DENVER -- John McCain's campaign was trying to sell the press on the idea that the final night of the Democratic convention was basically one nonstop rock concert, but it's wrong: Half the crowd had a suit on, people sat patiently through hours of political speeches in the blazing sun without any sign they were bored waiting for the headliner, and besides, the wave didn't really get started until after Al Gore left the stage. (Yes, that's a joke.)
Despite what Republicans wanted people to believe, Barack Obama's acceptance speech tonight had more or less the same vibe as the first few nights of the convention, just on a bigger scale. Organizers picked up the whole operation from the Pepsi Center and moved it about a mile down the road to Mile High Stadium at Invesco Field. Security perimeters vanished overnight, rebuilt around the football field. Even the carefully organized props the convention officials passed out earlier in the week made the trek -- they distributed American flags of varying sizes for people to wave (or put on their lapel). And then before Obama's speech, officials got blue "Change" signs to everyone in the stadium -- all 85,000 or so. Yeah, fine, Stevie Wonder sang, and people got up and danced (but only to his hit "Signed, Sealed and Delivered" -- they stayed seated for the song with "Barack Obama" in the chorus, even with its go-go backbeat). But people danced to Melissa Etheridge, too, back at the basketball arena.
This was not some crowd gathered to see what kind of train wreck Britney Spears has turned into, or gawking at someone they know only from MTV; it was a political rally, the same as anything McCain might speak at (only with far, far more people there). What the speech helped show was the cheap shot behind the "celebrity" charges the GOP has been hurling, with some effectiveness, at Obama all summer. McCain isn't exactly some unknown policy wonk toiling away in the Russell Senate Office Building, unrecognized by the tourists passing by -- eight years ago, he was the Republican Obama, the insurgent reformer with the exciting brand, and if Obama is a celebrity, McCain is, too.
The Denver fire marshal locked the building down, as the crowd strained its 84,000-person capacity. And most of the people here were voters, many from Colorado, a battleground state. The campaign encouraged them to send text messages all night -- building up its database for the fall -- and collected information from them on their way in. And it had them work phone banks in the hallways all afternoon. Obama's speech, actually, was more than a political rally -- it was also the largest field office in the history of campaigns. Just a day after Obama filled a football mega-stadium, McCain will hold a rally in Dayton, Ohio, to announce his vice-presidential pick. His campaign can barely give tickets away. Maybe the lasting message Democrats should take from the speech Thursday night was this: When Obama gathered 84,000 people to hear him in Denver, they weren't fans. They were supporters. And if things break Obama's way, McCain may soon find that the reason his crowds aren't as big is because he doesn't have as many of them.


◆ Task directions
The answer must be one number: how many lines below contain the word "JSON".

(Data entries for graphics)
#####

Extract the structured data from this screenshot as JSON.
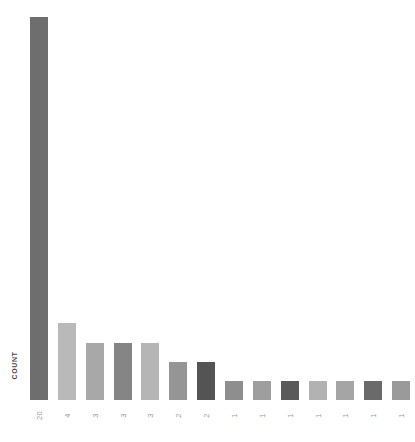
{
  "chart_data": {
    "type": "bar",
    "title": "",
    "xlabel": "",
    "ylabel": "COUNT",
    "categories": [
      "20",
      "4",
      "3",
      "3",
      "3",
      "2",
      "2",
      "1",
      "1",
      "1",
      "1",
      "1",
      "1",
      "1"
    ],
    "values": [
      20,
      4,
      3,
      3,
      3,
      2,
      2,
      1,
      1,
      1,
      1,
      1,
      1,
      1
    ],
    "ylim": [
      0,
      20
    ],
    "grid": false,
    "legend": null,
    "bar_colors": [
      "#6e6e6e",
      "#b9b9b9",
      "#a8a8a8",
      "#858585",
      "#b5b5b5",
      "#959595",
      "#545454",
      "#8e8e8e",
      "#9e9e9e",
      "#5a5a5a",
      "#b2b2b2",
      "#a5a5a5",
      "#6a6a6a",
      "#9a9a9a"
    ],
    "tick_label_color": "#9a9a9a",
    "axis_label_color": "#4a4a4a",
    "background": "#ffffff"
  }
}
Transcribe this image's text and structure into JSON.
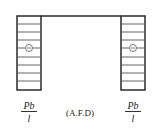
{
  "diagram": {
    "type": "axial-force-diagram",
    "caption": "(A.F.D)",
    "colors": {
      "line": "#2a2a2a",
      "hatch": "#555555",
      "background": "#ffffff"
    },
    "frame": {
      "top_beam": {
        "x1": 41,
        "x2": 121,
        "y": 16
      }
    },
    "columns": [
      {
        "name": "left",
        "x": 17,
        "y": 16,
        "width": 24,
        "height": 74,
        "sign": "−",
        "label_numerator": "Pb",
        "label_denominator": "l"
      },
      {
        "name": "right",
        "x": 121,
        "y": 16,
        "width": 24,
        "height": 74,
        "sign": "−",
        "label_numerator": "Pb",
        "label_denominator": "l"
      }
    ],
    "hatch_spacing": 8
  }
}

#####

◆ Expected answer
2